| From | Sent On | Attachments |
|---|---|---|
| Richard Scobie | Sep 27, 2005 3:08 pm | |
| Eduardo Kienetz | Sep 27, 2005 3:23 pm | |
| Jay Lee | Sep 27, 2005 3:23 pm | |
| Sam Varshavchik | Sep 27, 2005 3:33 pm | |
| Richard Scobie | Sep 27, 2005 4:04 pm | |
| Richard Scobie | Sep 27, 2005 4:27 pm | |
| vgri...@hotmail.com | Sep 27, 2005 4:36 pm | |
| Richard Scobie | Sep 27, 2005 5:07 pm | |
| Richard Scobie | Sep 28, 2005 4:25 pm | |
| Sam Varshavchik | Sep 28, 2005 5:19 pm | |
| Richard Scobie | Sep 28, 2005 5:45 pm |
| Subject: | Re: [Courier-imap] Courier Imap Proxy setup | |
|---|---|---|
| From: | vgri...@hotmail.com (vgri...@hotmail.com) | |
| Date: | Sep 27, 2005 4:36:21 pm | |
| List: | net.sourceforge.lists.courier-imap | |
Jay Lee wrote:
I'm not sure why you need a proxy on this. The proxy is meant for large installations in order to load balance users across multiple servers while keeping the appearance of a single host server. Open port 993 directly to the server and you should be good to go. Security-wise it's pretty much the same to. Adding the proxy is going to add a layer of complexity bound to add up to headaches in the future.
If I port forward and the machine is compromised, my company email and the internal network are gone.
By proxying, I have at least slowed this process down and I already have the DMZ machine forwarding SMTP and running a webmail frontend.
Richard
this doesn't make sense to me - if you just port forward port 993 (imaps) to inside server (with something like, what's it called - netcat?) - how would compromising DMZ machine lead to exposed internal network? End-point still need to negotiate SSL. You can't just sniff traffic - it's encrypted. Intruder will have to do full "man-in-the-middle" bit, complete with SSL intercepting. Just to sniff passwords. And isn't that much easier to do if SSL-capable IMAP server already installed in DMZ server?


WHAT THE TASK ASKS:
The required output is a number: how many lines of the data below include the string "Arabic".

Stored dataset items
=-=-=-=-=

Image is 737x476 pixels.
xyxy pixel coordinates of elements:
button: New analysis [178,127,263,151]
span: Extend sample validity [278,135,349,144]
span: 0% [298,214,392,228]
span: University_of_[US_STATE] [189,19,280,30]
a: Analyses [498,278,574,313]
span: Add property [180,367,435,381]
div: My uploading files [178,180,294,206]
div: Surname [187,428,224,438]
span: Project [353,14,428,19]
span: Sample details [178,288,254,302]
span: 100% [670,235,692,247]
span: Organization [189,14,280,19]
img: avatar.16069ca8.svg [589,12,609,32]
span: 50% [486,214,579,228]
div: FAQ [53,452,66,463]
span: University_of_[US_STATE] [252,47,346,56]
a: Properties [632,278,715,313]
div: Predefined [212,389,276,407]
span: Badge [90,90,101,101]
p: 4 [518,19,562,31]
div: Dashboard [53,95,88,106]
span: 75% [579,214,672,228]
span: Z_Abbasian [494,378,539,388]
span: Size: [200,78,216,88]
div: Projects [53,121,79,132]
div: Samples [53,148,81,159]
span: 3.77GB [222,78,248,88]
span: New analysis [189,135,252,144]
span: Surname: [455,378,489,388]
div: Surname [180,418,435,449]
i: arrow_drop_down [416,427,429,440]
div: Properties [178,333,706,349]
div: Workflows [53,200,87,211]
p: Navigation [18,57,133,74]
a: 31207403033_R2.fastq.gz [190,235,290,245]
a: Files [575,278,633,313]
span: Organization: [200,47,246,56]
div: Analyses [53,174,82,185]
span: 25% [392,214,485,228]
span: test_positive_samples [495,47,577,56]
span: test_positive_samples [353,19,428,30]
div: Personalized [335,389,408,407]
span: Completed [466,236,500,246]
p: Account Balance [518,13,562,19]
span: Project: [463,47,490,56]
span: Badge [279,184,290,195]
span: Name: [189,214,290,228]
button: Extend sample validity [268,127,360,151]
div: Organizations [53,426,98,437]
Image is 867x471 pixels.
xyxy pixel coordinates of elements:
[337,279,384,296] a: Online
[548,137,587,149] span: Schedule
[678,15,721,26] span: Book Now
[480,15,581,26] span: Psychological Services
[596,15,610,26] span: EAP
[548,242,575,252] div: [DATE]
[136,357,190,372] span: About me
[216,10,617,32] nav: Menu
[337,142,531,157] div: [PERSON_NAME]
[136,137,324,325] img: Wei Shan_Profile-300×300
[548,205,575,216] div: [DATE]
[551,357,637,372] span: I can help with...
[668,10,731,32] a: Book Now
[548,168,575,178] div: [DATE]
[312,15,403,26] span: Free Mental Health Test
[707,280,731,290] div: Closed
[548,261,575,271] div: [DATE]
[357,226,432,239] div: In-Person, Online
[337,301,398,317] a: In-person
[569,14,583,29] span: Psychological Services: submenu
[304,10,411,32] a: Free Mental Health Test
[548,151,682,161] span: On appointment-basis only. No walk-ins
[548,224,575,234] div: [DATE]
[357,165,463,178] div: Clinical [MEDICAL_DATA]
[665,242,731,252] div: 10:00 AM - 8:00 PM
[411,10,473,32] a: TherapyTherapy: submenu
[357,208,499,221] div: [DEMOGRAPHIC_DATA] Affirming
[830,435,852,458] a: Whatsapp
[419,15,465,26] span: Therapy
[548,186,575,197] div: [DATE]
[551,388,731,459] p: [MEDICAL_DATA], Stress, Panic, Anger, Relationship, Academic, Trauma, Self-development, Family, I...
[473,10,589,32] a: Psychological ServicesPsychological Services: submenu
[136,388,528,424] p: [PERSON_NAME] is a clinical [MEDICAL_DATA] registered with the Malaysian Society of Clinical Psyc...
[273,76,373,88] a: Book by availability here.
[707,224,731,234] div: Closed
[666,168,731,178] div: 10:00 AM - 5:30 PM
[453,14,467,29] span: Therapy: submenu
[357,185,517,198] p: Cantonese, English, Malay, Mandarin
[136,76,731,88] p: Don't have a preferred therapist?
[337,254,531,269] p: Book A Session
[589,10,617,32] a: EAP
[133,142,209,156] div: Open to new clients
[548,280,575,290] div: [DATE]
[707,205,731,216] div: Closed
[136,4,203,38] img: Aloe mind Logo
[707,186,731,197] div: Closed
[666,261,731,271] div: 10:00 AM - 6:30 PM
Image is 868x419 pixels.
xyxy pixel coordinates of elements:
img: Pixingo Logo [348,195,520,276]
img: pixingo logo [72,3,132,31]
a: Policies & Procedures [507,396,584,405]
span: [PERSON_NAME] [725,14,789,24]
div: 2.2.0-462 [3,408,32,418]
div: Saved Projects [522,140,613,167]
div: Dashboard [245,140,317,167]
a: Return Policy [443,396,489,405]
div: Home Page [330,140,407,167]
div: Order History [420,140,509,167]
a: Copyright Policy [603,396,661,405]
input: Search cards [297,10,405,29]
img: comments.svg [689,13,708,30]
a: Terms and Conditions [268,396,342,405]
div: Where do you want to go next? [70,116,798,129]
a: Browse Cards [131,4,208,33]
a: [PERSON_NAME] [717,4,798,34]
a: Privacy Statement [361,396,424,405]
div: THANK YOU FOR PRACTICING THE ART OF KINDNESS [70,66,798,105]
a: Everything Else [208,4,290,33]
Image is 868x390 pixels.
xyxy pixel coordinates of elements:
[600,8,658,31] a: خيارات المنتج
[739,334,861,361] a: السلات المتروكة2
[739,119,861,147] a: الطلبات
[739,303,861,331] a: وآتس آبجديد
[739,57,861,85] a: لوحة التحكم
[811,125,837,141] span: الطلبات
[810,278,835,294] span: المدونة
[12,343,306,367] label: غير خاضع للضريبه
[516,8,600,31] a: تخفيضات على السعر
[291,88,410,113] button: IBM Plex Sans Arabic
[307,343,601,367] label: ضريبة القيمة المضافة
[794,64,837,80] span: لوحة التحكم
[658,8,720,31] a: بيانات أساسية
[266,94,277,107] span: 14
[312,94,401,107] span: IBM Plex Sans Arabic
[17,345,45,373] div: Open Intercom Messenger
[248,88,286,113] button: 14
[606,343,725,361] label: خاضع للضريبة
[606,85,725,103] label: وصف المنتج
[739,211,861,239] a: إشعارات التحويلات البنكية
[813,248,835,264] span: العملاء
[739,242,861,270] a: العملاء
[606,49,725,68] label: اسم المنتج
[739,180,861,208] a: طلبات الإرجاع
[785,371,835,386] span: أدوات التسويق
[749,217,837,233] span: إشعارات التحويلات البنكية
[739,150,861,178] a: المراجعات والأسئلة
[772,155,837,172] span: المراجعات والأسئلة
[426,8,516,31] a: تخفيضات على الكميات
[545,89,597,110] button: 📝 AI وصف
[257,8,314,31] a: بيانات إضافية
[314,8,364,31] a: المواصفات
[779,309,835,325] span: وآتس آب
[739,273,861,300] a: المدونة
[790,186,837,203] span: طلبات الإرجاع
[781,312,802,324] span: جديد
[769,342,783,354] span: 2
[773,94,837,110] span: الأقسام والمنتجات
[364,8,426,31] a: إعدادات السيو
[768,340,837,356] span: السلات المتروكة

=-=-=-=-=

ANSWER SECTION:
2